On 3/24/2011 8:03 AM, Michel Fortin wrote:
On 2011-03-24 03:29:52 -0400, Sönke Ludwig
<[email protected]> said:
Hm depending on the way the pool is used, it might be a better default
to have the number of threads equal the number of cpu cores. In my
experience the control thread is mostly either waiting for tasks or
processing messages and blocking in between so it rarely uses a full
core, wasting the available computation time in this case.

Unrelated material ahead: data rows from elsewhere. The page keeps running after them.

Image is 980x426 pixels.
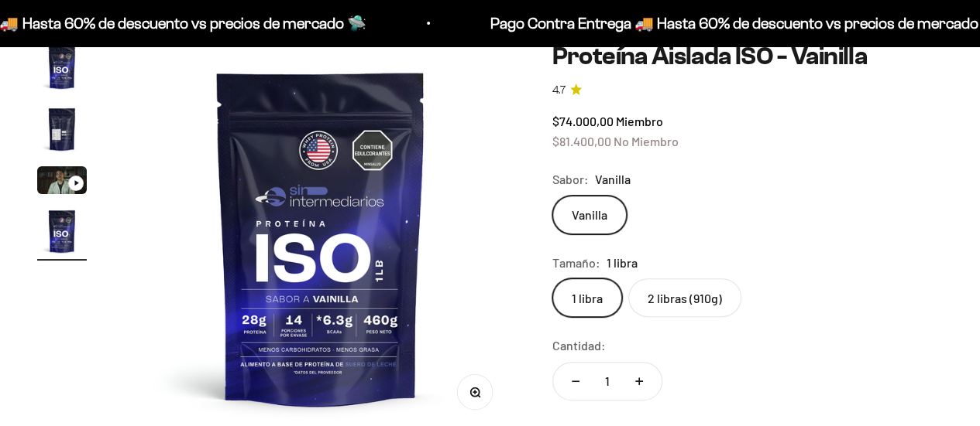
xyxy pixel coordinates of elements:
button: Reducir cantidad [553,363,598,400]
button: Ir al artículo 3 [37,167,87,199]
span: No Miembro [613,134,678,149]
span: 4.7 [552,82,565,99]
img: Proteína Aislada ISO - Vainilla [37,104,87,154]
button: Ir al artículo 2 [37,104,87,159]
span: 1 libra [606,253,638,273]
img: Proteína Aislada ISO - Vainilla [37,207,87,256]
a: 4.74.7 de 5.0 estrellas [552,82,942,99]
span: $81.400,00 [552,134,612,149]
button: Ir al artículo 1 [37,43,87,96]
span: Miembro [616,114,663,129]
h1: Proteína Aislada ISO - Vainilla [552,43,942,69]
span: Vanilla [595,169,631,189]
label: Cantidad: [552,336,605,356]
legend: Sabor: [552,169,589,189]
span: $74.000,00 [552,114,613,129]
button: Aumentar cantidad [617,363,662,400]
img: Proteína Aislada ISO - Vainilla [37,43,87,92]
button: Ir al artículo 4 [37,207,87,261]
legend: Tamaño: [552,253,600,273]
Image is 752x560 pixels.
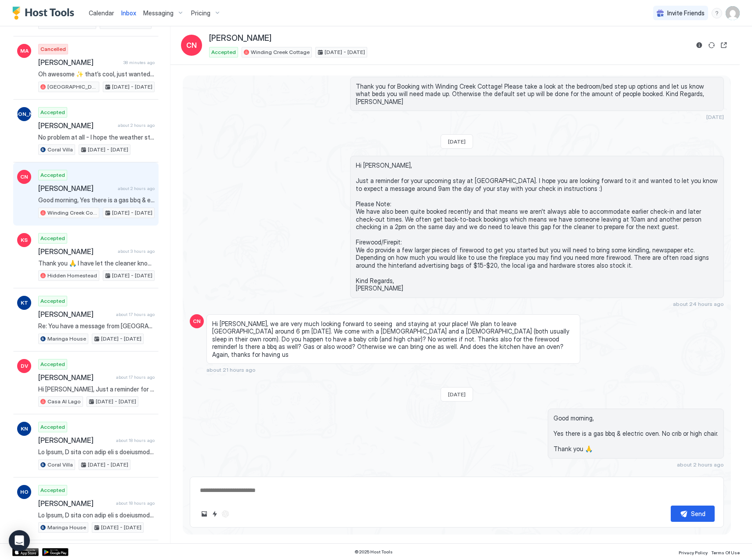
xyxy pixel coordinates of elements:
span: 38 minutes ago [124,59,155,65]
span: Thank you for Booking with Winding Creek Cottage! Please take a look at the bedroom/bed step up o... [356,82,718,106]
button: Quick reply [209,509,220,519]
span: © 2025 Host Tools [354,549,392,555]
span: [DATE] - [DATE] [95,398,137,405]
span: [DATE] [448,138,466,145]
span: Hidden Homestead [47,272,97,279]
span: Coral Villa [47,146,73,154]
span: [PERSON_NAME] [38,373,112,382]
div: Open Intercom Messenger [9,531,30,551]
span: Good morning, Yes there is a gas bbq & electric oven. No crib or high chair. Thank you 🙏 [38,196,155,204]
span: [PERSON_NAME] [38,310,112,319]
button: Sync reservation [706,40,717,51]
span: Accepted [40,486,65,495]
span: about 21 hours ago [207,366,256,373]
span: Accepted [40,360,65,368]
span: KS [21,236,28,244]
span: Oh awesome ✨ that’s cool, just wanted to check it 😊 [38,70,155,78]
span: Good morning, Yes there is a gas bbq & electric oven. No crib or high chair. Thank you 🙏 [554,415,718,454]
span: [DATE] - [DATE] [101,524,141,532]
span: [DATE] [706,114,724,121]
span: Re: You have a message from [GEOGRAPHIC_DATA] Thankyou [PERSON_NAME] Executive Assistant 04499394... [38,322,155,331]
span: [PERSON_NAME] [38,436,112,445]
span: Accepted [40,297,65,305]
span: KN [21,425,28,433]
span: Thank you 🙏 I have let the cleaner know about those issues Have a good week [38,259,155,267]
span: Cancelled [40,45,66,54]
span: CN [21,173,28,181]
span: [PERSON_NAME] [38,184,114,192]
span: Calendar [89,9,114,17]
span: Accepted [40,234,65,242]
span: about 17 hours ago [116,375,155,380]
button: Reservation information [694,40,705,51]
span: Hi [PERSON_NAME], Just a reminder for your upcoming stay at [GEOGRAPHIC_DATA]. I hope you are loo... [38,386,155,394]
span: Lo Ipsum, D sita con adip eli s doeiusmod temp! I utla etdolo ma aliqu enim ad minim ven quisnost... [38,512,155,519]
span: [DATE] - [DATE] [112,272,152,279]
span: Accepted [40,108,65,116]
span: [PERSON_NAME] [38,247,114,256]
span: Terms Of Use [711,551,740,555]
span: about 17 hours ago [116,312,155,318]
a: Terms Of Use [711,547,740,557]
a: Privacy Policy [679,547,708,557]
a: App Store [12,548,39,556]
span: [GEOGRAPHIC_DATA] [47,83,97,91]
span: about 2 hours ago [118,185,155,192]
span: Inbox [121,9,137,17]
span: DV [21,362,28,370]
span: [DATE] [448,391,466,398]
span: [PERSON_NAME] [209,34,271,44]
span: [DATE] - [DATE] [101,335,141,343]
a: Inbox [121,8,137,18]
span: Accepted [211,48,236,56]
span: CN [186,40,197,51]
button: Upload image [199,509,209,519]
a: Google Play Store [42,548,69,556]
span: Privacy Policy [679,551,708,555]
div: User profile [726,6,740,21]
span: Messaging [144,9,174,17]
span: [PERSON_NAME] [38,58,120,66]
span: KT [21,299,28,307]
span: about 3 hours ago [118,248,155,254]
span: Winding Creek Cottage [47,209,97,217]
span: Hi [PERSON_NAME], Just a reminder for your upcoming stay at [GEOGRAPHIC_DATA]. I hope you are loo... [356,162,718,292]
div: Send [691,509,706,518]
span: Hi [PERSON_NAME], we are very much looking forward to seeing and staying at your place! We plan t... [212,320,574,359]
span: Lo Ipsum, D sita con adip eli s doeiusmod temp! I utla etdolo ma aliqu enim ad minim ven quisnost... [38,448,155,456]
span: [DATE] - [DATE] [112,209,152,217]
span: HO [21,488,28,496]
span: about 24 hours ago [673,301,724,308]
span: Accepted [40,424,65,431]
span: [PERSON_NAME] [38,499,112,508]
span: [DATE] - [DATE] [88,461,128,469]
span: MA [21,46,28,55]
button: Send [671,506,715,522]
span: about 18 hours ago [116,438,155,444]
span: Maringa House [47,524,86,532]
span: [DATE] - [DATE] [88,146,128,154]
button: Open reservation [718,40,729,51]
span: about 2 hours ago [118,122,155,128]
span: [DATE] - [DATE] [324,48,365,56]
span: [PERSON_NAME] [38,121,114,130]
span: CN [192,318,201,325]
div: menu [712,8,722,18]
span: Coral Villa [47,461,73,469]
span: about 2 hours ago [677,461,724,468]
a: Host Tools Logo [12,6,78,20]
span: Invite Friends [667,9,705,17]
span: Casa Al Lago [47,398,81,405]
span: [PERSON_NAME] [2,110,46,118]
span: Winding Creek Cottage [251,48,310,56]
span: [DATE] - [DATE] [112,83,152,91]
span: Pricing [191,9,211,17]
span: Maringa House [47,335,86,343]
span: Accepted [40,171,65,179]
span: No problem at all - I hope the weather stays beautiful for you 🙏 [38,134,155,141]
span: about 18 hours ago [116,501,155,506]
a: Calendar [89,8,114,18]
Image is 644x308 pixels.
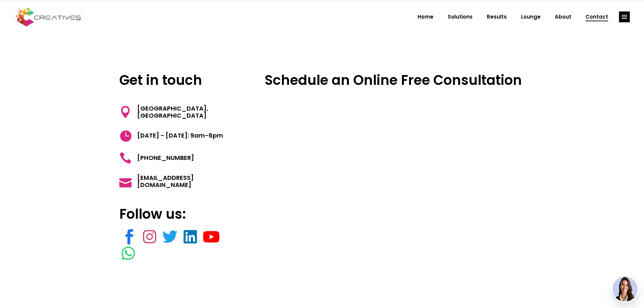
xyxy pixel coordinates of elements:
a: link [162,229,177,245]
a: Results [480,8,514,26]
span: Results [487,8,507,26]
span: [DATE] - [DATE]: 9am-6pm [132,129,224,142]
span: Solutions [448,8,473,26]
span: [PHONE_NUMBER] [132,151,194,163]
a: Solutions [441,8,480,26]
span: Home [417,8,433,26]
span: About [555,8,571,26]
a: link [122,229,137,245]
a: link [143,229,156,245]
span: Contact [586,8,608,26]
a: link [122,245,135,262]
a: link [183,229,197,245]
a: About [548,8,579,26]
a: link [203,229,220,245]
span: [EMAIL_ADDRESS][DOMAIN_NAME] [132,174,240,188]
span: [GEOGRAPHIC_DATA], [GEOGRAPHIC_DATA] [132,104,240,120]
h3: Schedule an Online Free Consultation [261,72,525,89]
a: link [619,11,630,22]
a: [EMAIL_ADDRESS][DOMAIN_NAME] [120,174,240,188]
a: Contact [579,8,615,26]
span: Lounge [521,8,541,26]
a: Lounge [514,8,548,26]
h3: Get in touch [120,72,240,89]
a: Home [411,8,441,26]
a: [PHONE_NUMBER] [120,151,194,163]
img: Creatives [14,6,83,27]
img: agent [613,276,638,301]
h3: Follow us: [120,206,240,222]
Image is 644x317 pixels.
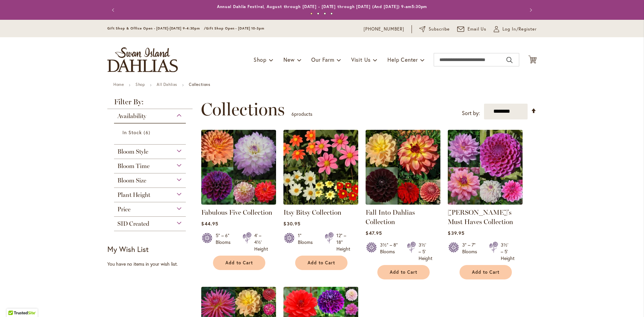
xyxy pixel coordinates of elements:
a: [PHONE_NUMBER] [363,26,404,33]
span: Visit Us [351,56,370,63]
div: 3½' – 5' Height [418,242,432,262]
span: $47.95 [366,230,381,236]
a: In Stock 6 [122,129,179,136]
span: SID Created [118,220,149,227]
img: Fabulous Five Collection [201,130,276,205]
span: Bloom Time [118,162,149,169]
strong: My Wish List [107,245,149,254]
a: Itsy Bitsy Collection [284,199,358,206]
span: $30.95 [284,220,300,226]
strong: Filter By: [107,98,192,109]
span: New [284,56,294,63]
img: Itsy Bitsy Collection [284,130,358,205]
span: Bloom Style [118,148,149,155]
span: Add to Cart [389,269,418,275]
button: Next [524,4,536,17]
button: Add to Cart [459,264,512,279]
span: Gift Shop Open - [DATE] 10-3pm [206,26,264,31]
span: Gift Shop & Office Open - [DATE]-[DATE] 9-4:30pm / [107,26,206,31]
div: 3" – 7" Blooms [462,242,481,262]
button: 1 of 4 [310,13,312,14]
a: All Dahlias [157,82,177,87]
span: Our Farm [312,56,334,63]
span: Add to Cart [472,269,499,275]
span: 6 [292,110,294,117]
a: Itsy Bitsy Collection [284,208,341,216]
a: Home [113,82,124,87]
a: Fall Into Dahlias Collection [366,208,415,226]
p: products [292,109,312,120]
label: Sort by: [462,107,480,120]
button: Previous [107,4,120,17]
button: Add to Cart [213,255,265,270]
button: 2 of 4 [317,13,319,14]
a: Log In/Register [494,26,536,33]
span: Plant Height [118,191,150,198]
a: Email Us [457,26,486,33]
button: Add to Cart [377,264,429,279]
div: 3½" – 8" Blooms [380,242,399,262]
span: Shop [254,56,266,63]
a: Fabulous Five Collection [201,208,273,216]
span: In Stock [122,130,142,136]
a: Subscribe [419,26,449,33]
img: Fall Into Dahlias Collection [366,130,440,205]
div: 12" – 18" Height [336,232,350,252]
span: Help Center [388,56,418,63]
span: Bloom Size [118,177,146,184]
a: Annual Dahlia Festival, August through [DATE] - [DATE] through [DATE] (And [DATE]) 9-am5:30pm [217,4,428,9]
strong: Collections [188,82,210,87]
span: 6 [143,129,151,136]
a: Shop [136,82,145,87]
button: 4 of 4 [331,13,332,14]
span: Add to Cart [226,260,253,265]
span: Availability [118,112,146,120]
button: Add to Cart [295,255,348,270]
button: 3 of 4 [323,13,326,14]
div: 4' – 4½' Height [255,232,268,252]
div: 1" Blooms [298,232,316,252]
span: Collections [201,100,284,120]
a: Fall Into Dahlias Collection [366,199,440,206]
div: You have no items in your wish list. [107,261,197,267]
span: Price [118,206,130,213]
span: Add to Cart [307,260,335,265]
span: $44.95 [201,220,218,226]
a: Heather's Must Haves Collection [447,199,523,206]
img: Heather's Must Haves Collection [447,130,523,205]
span: Subscribe [428,26,449,33]
a: [PERSON_NAME]'s Must Haves Collection [447,208,513,226]
a: Fabulous Five Collection [201,199,276,206]
div: 5" – 6" Blooms [216,232,235,252]
a: store logo [107,47,178,72]
span: $39.95 [447,230,464,236]
span: Email Us [467,26,486,33]
span: Log In/Register [503,26,536,33]
div: 3½' – 5' Height [501,242,514,262]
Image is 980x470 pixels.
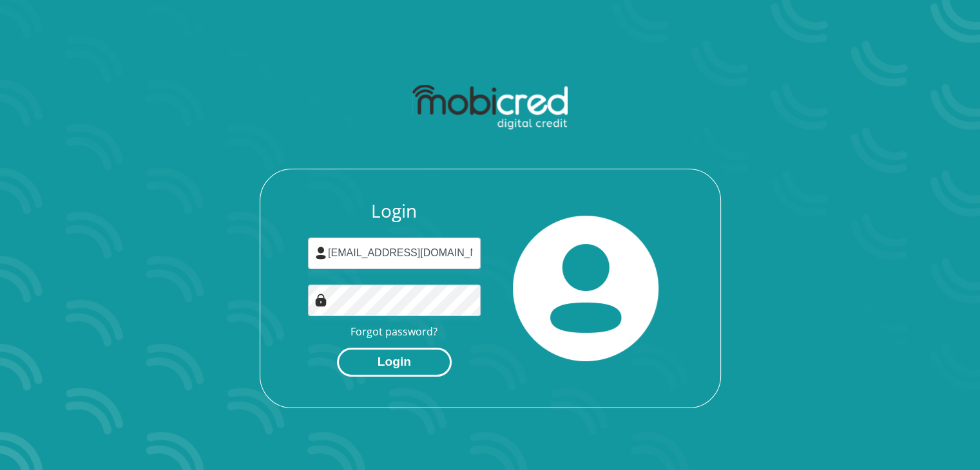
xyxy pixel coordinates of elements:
input: Username [308,238,480,269]
img: mobicred logo [412,85,568,130]
h3: Login [308,201,480,222]
img: Image [314,294,327,307]
img: user-icon image [314,247,327,260]
button: Login [337,348,451,377]
a: Forgot password? [350,325,438,339]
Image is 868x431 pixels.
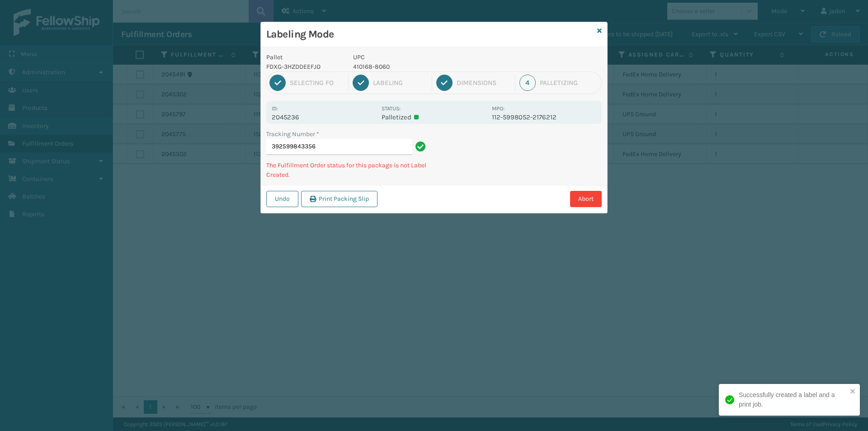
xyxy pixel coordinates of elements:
div: Selecting FO [290,79,344,87]
p: Pallet [266,53,342,62]
label: Status: [382,105,401,112]
div: Palletizing [539,79,599,87]
p: FDXG-3HZDDEEFJO [266,62,342,71]
button: Print Packing Slip [301,191,377,207]
button: Abort [570,191,602,207]
button: Undo [266,191,299,207]
div: 4 [519,75,536,91]
label: Id: [272,105,278,112]
div: Labeling [373,79,427,87]
label: MPO: [492,105,504,112]
p: 2045236 [272,113,376,121]
p: 410168-8060 [353,62,486,71]
p: The Fulfillment Order status for this package is not Label Created. [266,160,428,179]
div: Successfully created a label and a print job. [739,390,847,409]
button: close [850,388,856,396]
p: 112-5998052-2176212 [492,113,597,121]
p: UPC [353,53,486,62]
p: Palletized [382,113,486,121]
h3: Labeling Mode [266,27,593,41]
div: 1 [269,75,286,91]
div: Dimensions [456,79,511,87]
label: Tracking Number [266,129,319,139]
div: 3 [436,75,453,91]
div: 2 [353,75,369,91]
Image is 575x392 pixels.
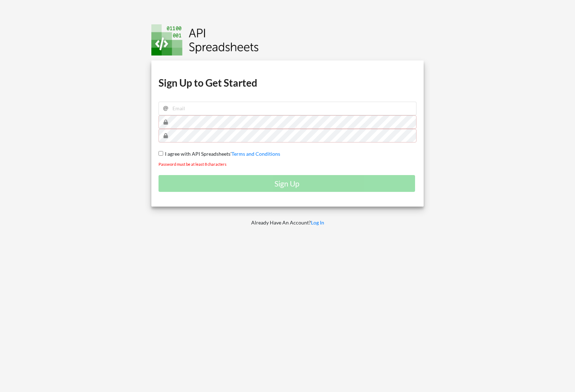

However, I'm not really sure if it is like this for the majority of
all applications or if there are more cases where the control thread
will continue to do computations in parallel. Maybe we could collect
some opinions on this?
The current default is good for command line applications where the main
thread generally blocks while you're doing your work. The default you're
proposing is good when you're using the task pool to pile up tasks to
perform in background, which is generally what you do in an event-driven
application. The current default is good to keeps simpler the simpler
programs which are more linear in nature.
My use case is like yours: a event-driven main thread which starts tasks
to be performed in the background.
Please review the changes carefully, then, because this is a use case I
know next to nothing about and didn't design for. I added a few
(previously discussed) things to help this use case, at your request.
BTW, one hint that I'd like to mention (not sure how to work it into the
docs) is that, if you **don't** want to execute a task in the current
thread if it's not started, but want its return value if it's done (as
may be the case when you need threading for responsiveness, not
throughput), you can call Task.done to check if it's done, and then
Task.spinForce() to get the return value after you know it's already done.